If you use an indoor dipole or folded dipole for FM reception, you can increase signal strength in a favored direction, reduce it in the opposite direction, and decrease forward multipath reflections by simply tilting the antenna. The improvement is small but free.
A tilted dipole and its electromagnetic image below ground form an elliptically polarized antenna array. The orthogonal image and its propagation delay create the elliptical response. The dipole captures orthogonal power in a circularly polarized signal that a horizontal or vertical antenna ignores. To benefit, desired stations must be in the same general direction, signals must be circularly polarized and match the circularity sense of the antenna, ground quality must not be extremely poor or extremely good, and the antenna must not be too high.
Most stations seem to use right-circular polarization. To enhance reception, orient a horizontal dipole broadside to the desired station. Then looking through the dipole toward the station, lower the right end until the angle is roughly 45°. For left-circular signals, lower the left end.
The yellow curve is for a dipole tilted 41°. The red curve is for a horizontal or vertical dipole. The highest point of each antenna is 9′ above ground. The response to orthogonal multipath reflections is the yellow curve mirror-imaged about the 90°–270° line. These are NEC-2 results for pastoral land using Sommerfeld-Norton ground.
Ground Perm Cond Tilt Gain/H Gain/V mS/m deg dB dB Open ocean 75 4500 77 10.9 0.2 Freshwater lake 80 15 61 4.9 0.9 Marsh, unflooded rice paddy 22 190 45 2.0 2.4 Rich agricultural land 15 100 41 1.3 2.9 Pastoral land, medium hills, forest 11 25 41 0.9 2.3 Mountains; rocky, steep hills 7 5 41 0.5 2.0 Flat desert, cities 3 .65 36 0.2 1.7
The table shows tilted dipole gain over horizontal and vertical dipoles. Tilt is the angle that maximizes the signal. The peak height of each antenna is 9′. The tilt advantage decreases as height increases. Modeled is a 98 MHz circularly polarized signal arriving at a 1° elevation angle. The ground type hundreds of feet away where reflection occurs is what matters, not that under the antenna. The model assumes flat earth with no obstructions.
I extracted the ground constants above with straightedges from published curves. Small values were very difficult to read. The values here should be somewhat more accurate.
Coupling to nearby conductors, indoor reflections, terrain irregularity, and imperfect transmit antenna circularity can make it worthwhile to experiment with the tilt angle. Place one end of the dipole as high as you can and adjust the height of the other end for the strongest signal from the station you're having the most trouble receiving. Use an analog signal-strength meter to reveal small changes in level. Position the antenna away from anything conductive. Keep the feedline perpendicular to the dipole for as great a distance as possible.
About 9% of U.S. FM broadcast signals today are vertically polarized. Tilting a horizontal dipole will greatly increase their strength. 4% are horizontally polarized. Tilting the dipole will weaken these signals.
The gain figures apply to any linearly polarized antenna including a Yagi.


**Exercise aim**
Write out the records word for word, with no pictures.

**Dataset content**
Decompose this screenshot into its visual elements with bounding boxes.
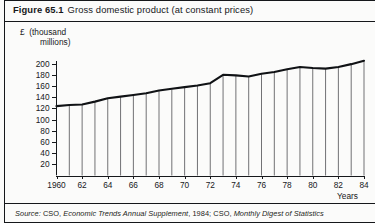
y-tick-label: 140 [24, 92, 50, 102]
y-tick-label: 160 [24, 81, 50, 91]
figure-page: Figure 65.1Gross domestic product (at co… [0, 0, 375, 223]
x-tick-label: 78 [283, 180, 292, 190]
y-tick-label: 80 [24, 126, 50, 136]
x-tick-mark [313, 177, 314, 180]
y-tick-mark [52, 64, 56, 65]
y-tick-label: 200 [24, 59, 50, 69]
x-tick-label: 66 [129, 180, 138, 190]
y-tick-label: 40 [24, 148, 50, 158]
spike-group [57, 61, 365, 175]
y-tick-label: 60 [24, 137, 50, 147]
x-tick-mark [262, 177, 263, 180]
x-tick-label: 84 [359, 180, 368, 190]
y-tick-mark [52, 108, 56, 109]
y-tick-mark [52, 131, 56, 132]
source-note: Source: CSO, Economic Trends Annual Supp… [15, 209, 324, 218]
x-axis-title: Years [337, 191, 358, 201]
x-tick-label: 68 [154, 180, 163, 190]
x-tick-mark [287, 177, 288, 180]
source-prefix: Source: [15, 209, 41, 218]
x-tick-label: 82 [334, 180, 343, 190]
y-tick-mark [52, 153, 56, 154]
x-tick-mark [108, 177, 109, 180]
x-tick-mark [210, 177, 211, 180]
x-tick-label: 62 [78, 180, 87, 190]
source-italic-1: Economic Trends Annual Supplement [63, 209, 188, 218]
gdp-chart: £ (thousand millions) 204060801001201401… [0, 0, 375, 205]
x-tick-label: 64 [103, 180, 112, 190]
y-tick-mark [52, 120, 56, 121]
x-tick-mark [236, 177, 237, 180]
y-tick-mark [52, 75, 56, 76]
x-tick-mark [185, 177, 186, 180]
x-tick-mark [57, 177, 58, 180]
y-tick-mark [52, 86, 56, 87]
x-tick-label: 76 [257, 180, 266, 190]
y-tick-mark [52, 97, 56, 98]
x-tick-mark [159, 177, 160, 180]
x-tick-mark [338, 177, 339, 180]
x-tick-label: 80 [308, 180, 317, 190]
source-text-1: CSO, [41, 209, 63, 218]
y-tick-label: 120 [24, 103, 50, 113]
source-text-2: , 1984; CSO, [188, 209, 233, 218]
x-tick-label: 70 [180, 180, 189, 190]
rule-bottom [4, 222, 375, 223]
x-tick-label: 72 [206, 180, 215, 190]
y-tick-label: 100 [24, 115, 50, 125]
y-tick-label: 180 [24, 70, 50, 80]
source-italic-2: Monthly Digest of Statistics [234, 209, 324, 218]
x-tick-mark [364, 177, 365, 180]
y-tick-mark [52, 142, 56, 143]
x-tick-label: 74 [231, 180, 240, 190]
x-tick-mark [133, 177, 134, 180]
x-tick-mark [82, 177, 83, 180]
y-tick-mark [52, 164, 56, 165]
y-axis-line [56, 61, 57, 176]
y-tick-label: 20 [24, 159, 50, 169]
x-tick-label: 1960 [47, 180, 65, 190]
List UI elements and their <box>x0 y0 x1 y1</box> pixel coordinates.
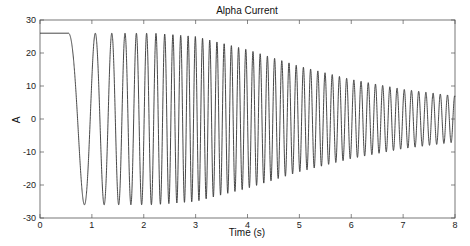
alpha-current-chart: Alpha Current 012345678 -30-20-100102030… <box>0 0 470 246</box>
x-tick-label: 6 <box>349 220 354 230</box>
y-tick-labels: -30-20-100102030 <box>23 15 36 223</box>
y-tick-label: 30 <box>26 15 36 25</box>
x-tick-label: 0 <box>37 220 42 230</box>
y-tick-label: 0 <box>31 114 36 124</box>
x-tick-label: 3 <box>193 220 198 230</box>
y-tick-label: -10 <box>23 147 36 157</box>
y-tick-label: 10 <box>26 81 36 91</box>
x-tick-label: 8 <box>452 220 457 230</box>
x-tick-label: 1 <box>89 220 94 230</box>
y-tick-label: -30 <box>23 213 36 223</box>
chart-title: Alpha Current <box>216 5 278 16</box>
x-tick-label: 5 <box>297 220 302 230</box>
x-tick-label: 7 <box>401 220 406 230</box>
x-tick-label: 2 <box>141 220 146 230</box>
y-tick-label: 20 <box>26 48 36 58</box>
y-axis-label: A <box>11 116 22 123</box>
y-tick-label: -20 <box>23 180 36 190</box>
x-axis-label: Time (s) <box>229 227 265 238</box>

**Answer for the task**
Decompose this screenshot into its visual elements with bounding boxes.
y-tick-label: 140 [24, 92, 50, 102]
y-tick-label: 160 [24, 81, 50, 91]
figure-page: Figure 65.1Gross domestic product (at co… [0, 0, 375, 223]
x-tick-label: 78 [283, 180, 292, 190]
y-tick-label: 80 [24, 126, 50, 136]
x-tick-mark [313, 177, 314, 180]
y-tick-mark [52, 64, 56, 65]
y-tick-label: 200 [24, 59, 50, 69]
x-tick-label: 66 [129, 180, 138, 190]
y-tick-label: 40 [24, 148, 50, 158]
spike-group [57, 61, 365, 175]
y-tick-label: 60 [24, 137, 50, 147]
x-tick-mark [262, 177, 263, 180]
x-tick-label: 84 [359, 180, 368, 190]
y-tick-mark [52, 108, 56, 109]
y-tick-mark [52, 131, 56, 132]
source-note: Source: CSO, Economic Trends Annual Supp… [15, 209, 324, 218]
x-axis-title: Years [337, 191, 358, 201]
x-tick-label: 68 [154, 180, 163, 190]
x-tick-mark [287, 177, 288, 180]
source-prefix: Source: [15, 209, 41, 218]
x-tick-label: 82 [334, 180, 343, 190]
y-tick-mark [52, 153, 56, 154]
x-tick-mark [108, 177, 109, 180]
x-tick-mark [210, 177, 211, 180]
x-tick-label: 62 [78, 180, 87, 190]
source-italic-1: Economic Trends Annual Supplement [63, 209, 188, 218]
gdp-chart: £ (thousand millions) 204060801001201401… [0, 0, 375, 205]
x-tick-label: 64 [103, 180, 112, 190]
y-tick-mark [52, 120, 56, 121]
x-tick-mark [236, 177, 237, 180]
y-tick-mark [52, 75, 56, 76]
x-tick-mark [185, 177, 186, 180]
x-tick-mark [57, 177, 58, 180]
y-tick-mark [52, 86, 56, 87]
x-tick-label: 76 [257, 180, 266, 190]
y-tick-mark [52, 97, 56, 98]
x-tick-mark [159, 177, 160, 180]
x-tick-mark [338, 177, 339, 180]
x-tick-label: 80 [308, 180, 317, 190]
source-text-1: CSO, [41, 209, 63, 218]
y-tick-label: 120 [24, 103, 50, 113]
source-text-2: , 1984; CSO, [188, 209, 233, 218]
x-tick-label: 70 [180, 180, 189, 190]
rule-bottom [4, 222, 375, 223]
x-tick-label: 72 [206, 180, 215, 190]
y-tick-label: 100 [24, 115, 50, 125]
y-tick-label: 180 [24, 70, 50, 80]
source-italic-2: Monthly Digest of Statistics [234, 209, 324, 218]
x-tick-mark [364, 177, 365, 180]
y-tick-mark [52, 142, 56, 143]
x-tick-label: 74 [231, 180, 240, 190]
x-tick-mark [133, 177, 134, 180]
x-tick-mark [82, 177, 83, 180]
y-tick-mark [52, 164, 56, 165]
y-axis-line [56, 61, 57, 176]
y-tick-label: 20 [24, 159, 50, 169]
x-tick-label: 1960 [47, 180, 65, 190]
List UI elements and their <box>x0 y0 x1 y1</box> pixel coordinates.
alpha-current-chart: Alpha Current 012345678 -30-20-100102030… <box>0 0 470 246</box>
x-tick-label: 6 <box>349 220 354 230</box>
y-tick-labels: -30-20-100102030 <box>23 15 36 223</box>
y-tick-label: 30 <box>26 15 36 25</box>
x-tick-label: 0 <box>37 220 42 230</box>
y-tick-label: 0 <box>31 114 36 124</box>
x-tick-label: 3 <box>193 220 198 230</box>
y-tick-label: -10 <box>23 147 36 157</box>
y-tick-label: 10 <box>26 81 36 91</box>
x-tick-label: 8 <box>452 220 457 230</box>
x-tick-label: 1 <box>89 220 94 230</box>
y-tick-label: -30 <box>23 213 36 223</box>
chart-title: Alpha Current <box>216 5 278 16</box>
x-tick-label: 5 <box>297 220 302 230</box>
x-tick-label: 7 <box>401 220 406 230</box>
x-tick-label: 2 <box>141 220 146 230</box>
y-tick-label: 20 <box>26 48 36 58</box>
y-axis-label: A <box>11 116 22 123</box>
y-tick-label: -20 <box>23 180 36 190</box>
x-axis-label: Time (s) <box>229 227 265 238</box>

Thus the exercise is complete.